IMG_2798Our bloggers are finding interesting company this August, as summer begins to wind down.  Their companions, human and otherwise, reveal places where God is at work, re-shaping us even more fully into the divine image within us.

Susan K. Smith is considering the company we keep when we are silent about white supremacy.  She recalls that “One of the best and most powerful lessons my mother taught me was the lesson of “guilt by association.”  “If you’re with someone who’s doing something wrong and the police come, you’re going to get arrested too, even if you haven’t done anything.”  She told all five us that at a very early age, and it stuck to me.”  So, in our silence, we’re joining the forces of hate.  “I was thinking about the silence of so many white people in light of all that is going on, making them as guilty of racist behavior as the most vocal racist…Silence is a tool appreciated and exploited by the system of white supremacy; the thought seems to be on the part of many “progressive” whites that if racism isn’t talked about, then it doesn’t exist. The use of silence also seems to be an insurance policy for some whites who appear to think that if they are silent they cannot be condemned for being a participant in an evil system.”

How do we parent the child who is following an unusual path, wonders Jenni Ho Huan.  We share our family journeys with all kinds of kids, and she poses the question of how to journey with the kid who:  “isn’t the grandparent’s bright spark
incurs the ire of caregivers, ruins a teacher’s patience
is often friendless, struggles at school
has learning challenges, suffers chronic health concerns.  The conditions are varied.
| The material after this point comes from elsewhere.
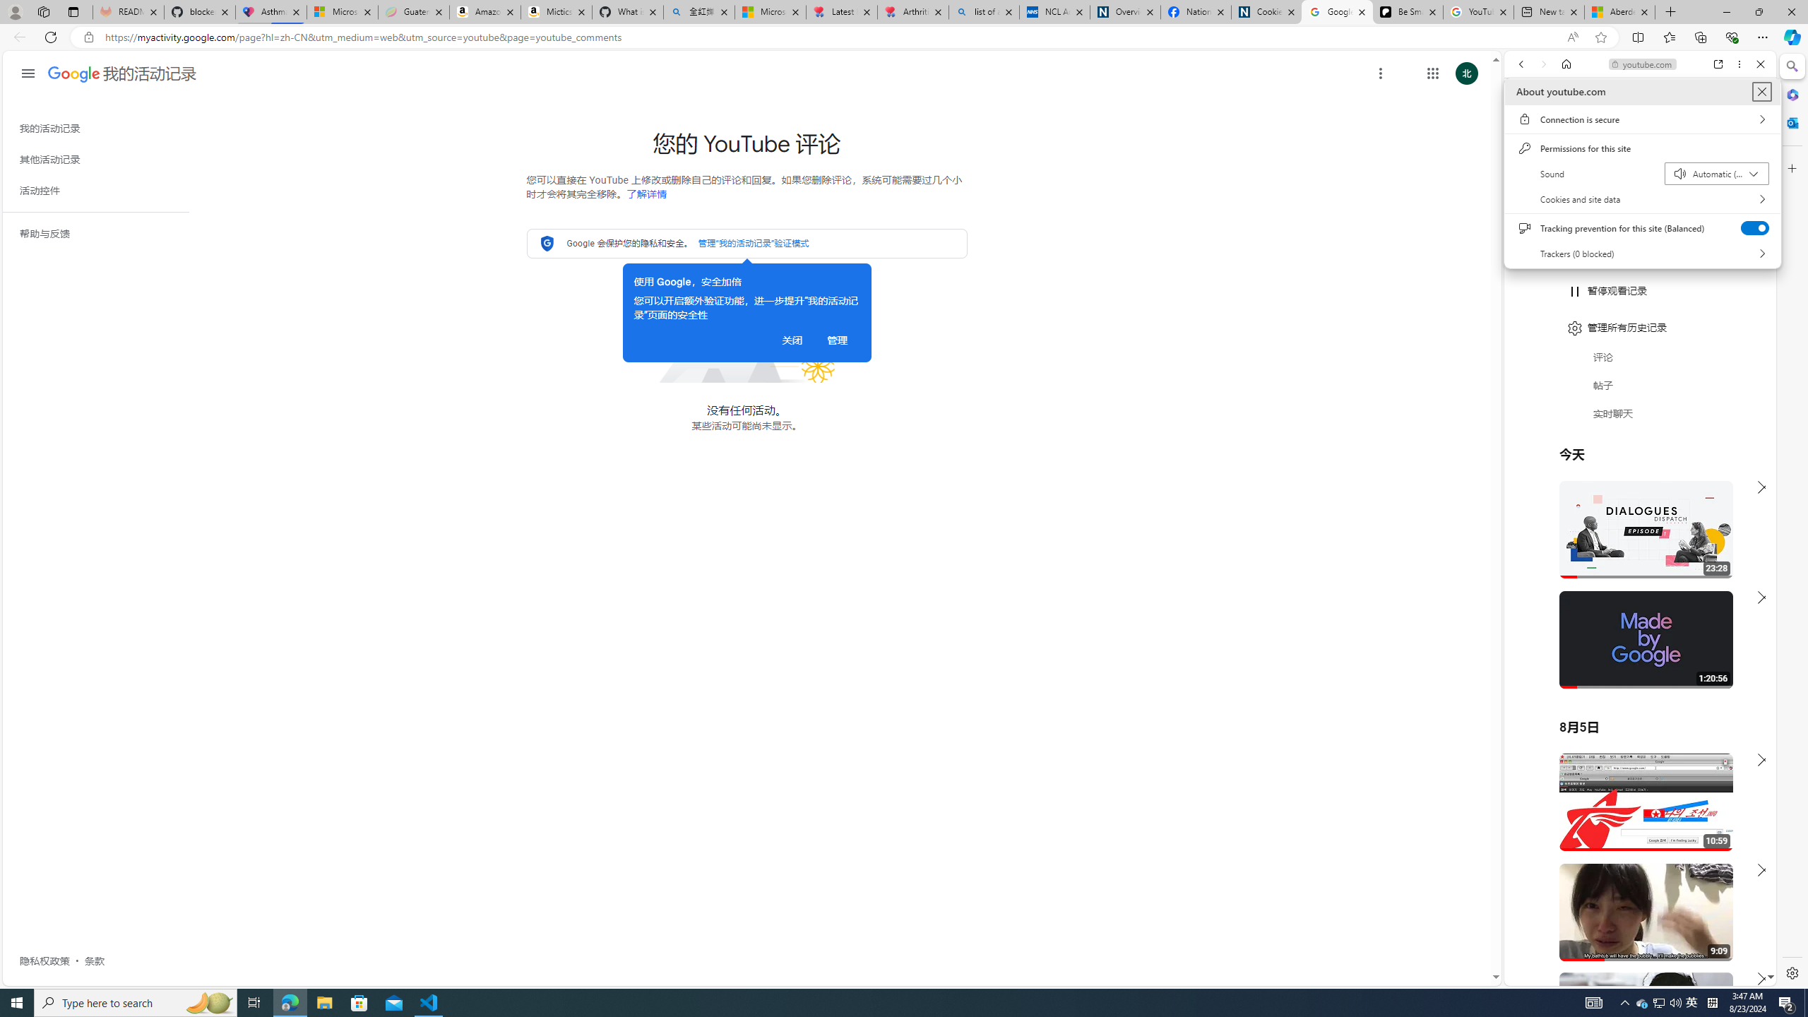 This screenshot has height=1017, width=1808. Describe the element at coordinates (1640, 384) in the screenshot. I see `Music` at that location.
Some have labels, others seem to even defy labels.  What kind of parenting are we left with then?”  How do we support the unusual child?

With the month of August as her guide and traveling companion, Jennifer Dee says “This month is all about cultivating calm and stillness and letting go of anxiety.”  She’s practicing with her journal and places of quiet.  “My hopes/practices for this month are as follows:  Read & journal – While it’s not total stillness, it brings me a sense of stillness and calm and takes me away from mind numbing games on my phone.  Sit (phone free) with coffee – Listening to the birds in the morning, letting my mind roam, allowing by lungs to just breath is a sacred time and space for me.  Yoga and/or home stretching – I have a book titled Stretch and Pray.  It’s time to bring that back into practice to help with my flexibility and mediation/prayer life.”

Artful Pentecost banners have been worship companions all summer for Kristin Berkey Abbott and her congregation, and now it’s time to take them down.  She shares how her congregation made the banners, and gives a hint about their new worship companions.  “Last Sunday, I read the Bible passages from each Sunday of the summer and asked people to listen for words or phrases that leapt out at them.  Our project was to paint those words on the canvases.  It was a different kind of lectio divina, one that worked well for our creative group.”  The new artwork will see them through the season of Ordinary Time and to the door of Advent.

Cynthia Hallas reminds us that even when we seem to be alone, we are never praying by ourselves.  “For me, raised in The Episcopal Church, the Daily Office in The Book of Common Prayer has always been helpful. Even though I pray the office in solitude, I feel that I am praying along with the whole Church. The collects and my own petitions help me focus on offering my own and others’ needs to God, and through the readings, prayers, and canticles, as well as time spent in silence, I hear the voice of God speaking to me.”

As summer winds down, who or what is accompanying you?  Where are you noticing familiar company taking a new shape?  Where are you finding new companionship?  We would love to hear about your summer spiritual journeys in the comments section below.

Rev. Mary Austin is the pastor of Westminster Church of Detroit, a diverse Presbyterian church.  She will soon travel with her daughter, who has followed an un-typical path out of high school, to take her to college.  She blogs from time to time at Stained Glass in the City.   The image is my own, from “Flight to Freedom” created by artist Karen Heyl, and installed at the National Underground Freedom Center in Cincinnati.